I’m not for you

ickis: on kafka and other sleep deprived nonsense from Julene Horowitz on Vimeo.

Further clarification while equally as sleep deprived as I was in the video in regards to my Kafka-appreciation issues…

Kafka is one of those authors that, despite numerous attempts, I just don’t “get”. I’ve read his books, books about his books, and books about him–so you’d think something would stick, or spark my interest and generate some deep interest in his work within me. But it just hasn’t happened, and I don’t think it’s going to.

It’s funny that I’m writing this, because I feel like admitting to “not getting it” implies one of two things: laziness (a completely possible explanation) or worse, stupidity. It’s not that I turn to books entirely for the purpose of mental thumb-twiddling, or that I don’t have the mental capacity to understand higher concepts… I just don’t want books to stress me out. I have work, bills, a personal life and a moderately successful blog (not this one, obviously) that keep me covered in that department. That’s what reading Kafka does: stress me out.

The interest I had in Kafka’s work sprouted from a source I probably shouldn’t openly admit to: smart people (women, even!) in photos, showing off their sizable book collection in the background while framing their faces with one of his books. This blatant display of sexy-but-smarty-tarty snootiness made me curious. Over the years the number of girls broadcasting their Kafka love increased, but curiosity alone is not enough to overcome my deep, semantic dislike for his writing.

It’s not that the concepts are over my head, I think. (I mean, I wouldn’t know if I was too stupid to comprehend the material… or would I?) I understand that for Kafka there was no difference between life and art, which meant his art was just life. And life, it seems, contained many run-on sentences. It does in my head, too. But once put down in words there has to be something to break up the bubbles and lines; something short and sweet like an apostrophe or dash that allows the reader to know when they can take a breath, especially when relating your thoughts to others out loud.

Maybe it’s just the fact he was intensely anti-Freud during a time when people eagerly lapped up that psychoanalysis bullshit. I can even understand the great deal of himself that he poured into every story–the deep sadness over his lack of offspring, his desire to feel freedom in the less cognitive thought processes of other creatures.

All this trash-talking aside, one quote of his haunts me, if only for its simplicity (finally!) and how strongly I’ve found myself relating to it:

“The only strange thing about me is my nature.”

… After reading that line to myself time and again over the past few days, it’s the single most accurate explanation of self I can think of. I still think the man was onto something, lack of punctuation aside.

  • Fahrington

    Kerouac had terrible punctuation too. Do you have a hard time reading him? Don’t feel so bad; I have a hard time reading Naked Lunch and there’s so much hype about it it drives me insane.

  • http://www.lettersjournal.org/blog letters journal

    Gershom Scholem writing to Walter Benjamin about Kafka:

    “I advise you to begin any inquiry into Kafka with the Book of Job, or at least with a discussion of the possibility of divine judgment, which I regard as the sole subject of Kafka’s worthy of being treated in a work of literature… Here [in Kafka], for once, a world is expressed in which redemption cannot be anticipated – go and explain this to the goyim! I believe that at this point your critique will become just as esoteric as its subject; the light of revelation never burned as unmercifully as it does here. This is the theological secret of perfect prose. The overwhelming statement that the Last Judgment is, rather, a martial law was made, unless I am mistaken, by Kafka himself.”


Exercise brief - Filter the entries for the string "formula". Copy each line that has it.

Input data -
----
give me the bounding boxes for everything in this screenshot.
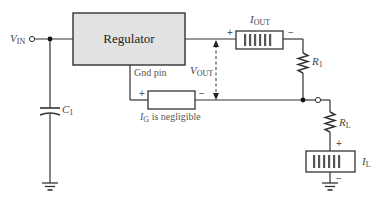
iout-minus-sign: − (288, 28, 294, 38)
ig-plus-sign: + (139, 89, 145, 99)
capacitor-c1-symbol (40, 108, 60, 115)
output-junction-dot (301, 98, 306, 103)
vout-label: VOUT (190, 65, 213, 78)
ground-c1-icon (42, 183, 58, 190)
ig-minus-sign: − (199, 89, 205, 99)
input-junction-dot (48, 37, 53, 42)
ig-label: IG is negligible (140, 112, 201, 124)
ammeter-il (306, 151, 355, 172)
regulator-label: Regulator (73, 13, 185, 65)
ammeter-iout (236, 31, 283, 49)
vout-arrow-head-down (213, 93, 219, 100)
il-minus-sign: − (336, 174, 342, 184)
vout-terminal (315, 97, 320, 102)
r1-label: R1 (312, 56, 323, 69)
vout-arrow-head-up (213, 40, 219, 47)
ammeter-ig (148, 91, 195, 109)
resistor-rl-symbol (325, 112, 335, 132)
circuit-diagram (0, 0, 383, 209)
resistor-r1-symbol (298, 53, 308, 73)
iout-label: IOUT (250, 14, 270, 27)
rl-label: RL (339, 117, 351, 130)
iout-plus-sign: + (227, 28, 233, 38)
vin-terminal (29, 36, 34, 41)
il-plus-sign: + (336, 139, 342, 149)
gnd-pin-label: Gnd pin (134, 68, 167, 78)
c1-label: C1 (62, 104, 73, 117)
vin-label: VIN (10, 33, 25, 46)
ground-load-icon (322, 183, 338, 190)
il-label: IL (362, 156, 371, 169)
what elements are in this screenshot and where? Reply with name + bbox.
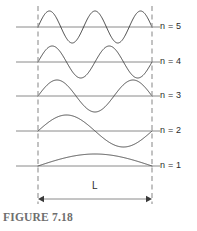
standing-waves-diagram [0,0,197,231]
figure-caption: FIGURE 7.18 [3,211,73,223]
length-arrowhead-right-icon [146,196,152,202]
mode-label-n1: n = 1 [160,160,181,170]
length-dimension-label: L [92,180,98,191]
length-arrowhead-left-icon [38,196,44,202]
mode-label-n5: n = 5 [160,21,181,31]
mode-label-n4: n = 4 [160,56,181,66]
wave-curve-n1 [38,154,152,166]
mode-label-n2: n = 2 [160,125,181,135]
standing-waves-figure: n = 5 n = 4 n = 3 n = 2 n = 1 L FIGURE 7… [0,0,197,231]
mode-label-n3: n = 3 [160,90,181,100]
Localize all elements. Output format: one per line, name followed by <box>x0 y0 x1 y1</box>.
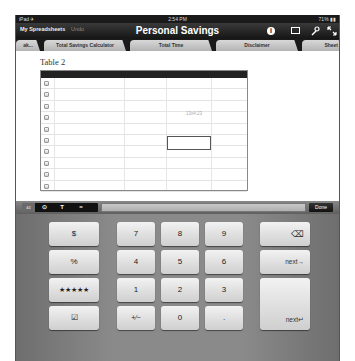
table-row[interactable] <box>41 169 247 180</box>
keyboard-mode-selector: 42 ⊙ T = <box>22 203 98 212</box>
sheet-canvas[interactable]: Table 2 13x4:23 <box>16 51 339 201</box>
table-row[interactable] <box>41 181 247 192</box>
table-row[interactable] <box>41 124 247 135</box>
key-5[interactable]: 5 <box>161 250 199 274</box>
column-divider <box>211 78 212 190</box>
table-row[interactable] <box>41 112 247 123</box>
column-divider <box>54 78 55 190</box>
plus-minus-key[interactable]: +⁄− <box>117 306 155 330</box>
table-row[interactable] <box>41 135 247 146</box>
tab-total-savings-calculator[interactable]: Total Savings Calculator <box>44 40 126 51</box>
column-divider <box>124 78 125 190</box>
checkbox[interactable] <box>44 115 49 120</box>
wrench-icon[interactable] <box>310 26 320 36</box>
checkbox-key[interactable]: ☑ <box>49 306 99 330</box>
tab-divider <box>36 39 44 51</box>
key-3[interactable]: 3 <box>205 278 243 302</box>
tab-disclaimer[interactable]: Disclaimer <box>216 40 298 51</box>
formula-bar: 42 ⊙ T = Done <box>16 201 339 214</box>
info-icon[interactable]: i <box>267 27 275 35</box>
number-mode-button[interactable]: 42 <box>22 203 35 212</box>
sheet-tabs: ak... Total Savings Calculator Total Tim… <box>16 39 339 51</box>
tab-divider <box>208 39 216 51</box>
checkbox[interactable] <box>44 104 49 109</box>
key-4[interactable]: 4 <box>117 250 155 274</box>
table-row[interactable] <box>41 101 247 112</box>
percent-key[interactable]: % <box>49 250 99 274</box>
cell-hint-text: 13x4:23 <box>186 111 202 116</box>
battery-indicator: 71% ▮▮ <box>319 15 336 23</box>
tab-divider <box>122 39 130 51</box>
fullscreen-icon[interactable] <box>327 26 337 36</box>
clock: 2:54 PM <box>16 15 339 23</box>
table-row[interactable] <box>41 158 247 169</box>
checkbox[interactable] <box>44 127 49 132</box>
formula-mode-button[interactable]: = <box>74 203 88 212</box>
next-return-key[interactable]: next↵ <box>260 278 310 330</box>
key-6[interactable]: 6 <box>205 250 243 274</box>
checkbox[interactable] <box>44 161 49 166</box>
table-row[interactable] <box>41 78 247 89</box>
key-2[interactable]: 2 <box>161 278 199 302</box>
table-row[interactable] <box>41 146 247 157</box>
tab-sheet[interactable]: Sheet <box>302 40 340 51</box>
data-table[interactable]: 13x4:23 <box>40 70 248 191</box>
key-9[interactable]: 9 <box>205 222 243 246</box>
currency-key[interactable]: $ <box>49 222 99 246</box>
tab-total-time[interactable]: Total Time <box>130 40 212 51</box>
column-divider <box>166 78 167 190</box>
numeric-keypad: $ % ★★★★★ ☑ 7 8 9 4 5 6 1 2 3 +⁄− 0 . ⌫ … <box>16 214 339 361</box>
date-time-mode-button[interactable]: ⊙ <box>37 203 51 212</box>
text-mode-button[interactable]: T <box>55 203 69 212</box>
checkbox[interactable] <box>44 81 49 86</box>
key-8[interactable]: 8 <box>161 222 199 246</box>
star-rating-key[interactable]: ★★★★★ <box>49 278 99 302</box>
checkbox[interactable] <box>44 138 49 143</box>
tab-divider <box>294 39 302 51</box>
key-1[interactable]: 1 <box>117 278 155 302</box>
key-7[interactable]: 7 <box>117 222 155 246</box>
delete-key[interactable]: ⌫ <box>260 222 310 246</box>
done-button[interactable]: Done <box>309 203 333 212</box>
status-bar: iPad ✈ 2:54 PM 71% ▮▮ <box>16 15 339 23</box>
table-row[interactable] <box>41 89 247 100</box>
key-0[interactable]: 0 <box>161 306 199 330</box>
table-title: Table 2 <box>40 57 65 67</box>
decimal-point-key[interactable]: . <box>205 306 243 330</box>
checkbox[interactable] <box>44 149 49 154</box>
app-frame: iPad ✈ 2:54 PM 71% ▮▮ My Spreadsheets Un… <box>15 15 340 361</box>
toolbar: My Spreadsheets Undo Personal Savings i <box>16 23 339 39</box>
checkbox[interactable] <box>44 172 49 177</box>
selected-cell[interactable] <box>167 136 211 150</box>
table-header-row[interactable] <box>41 71 247 78</box>
checkbox[interactable] <box>44 184 49 189</box>
cell-input-field[interactable] <box>101 203 306 212</box>
image-icon[interactable] <box>291 27 300 34</box>
checkbox[interactable] <box>44 92 49 97</box>
next-right-key[interactable]: next→ <box>260 250 310 274</box>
----
Reply -
formula-bar: 42 ⊙ T = Done <box>16 201 339 214</box>
formula-mode-button[interactable]: = <box>74 203 88 212</box>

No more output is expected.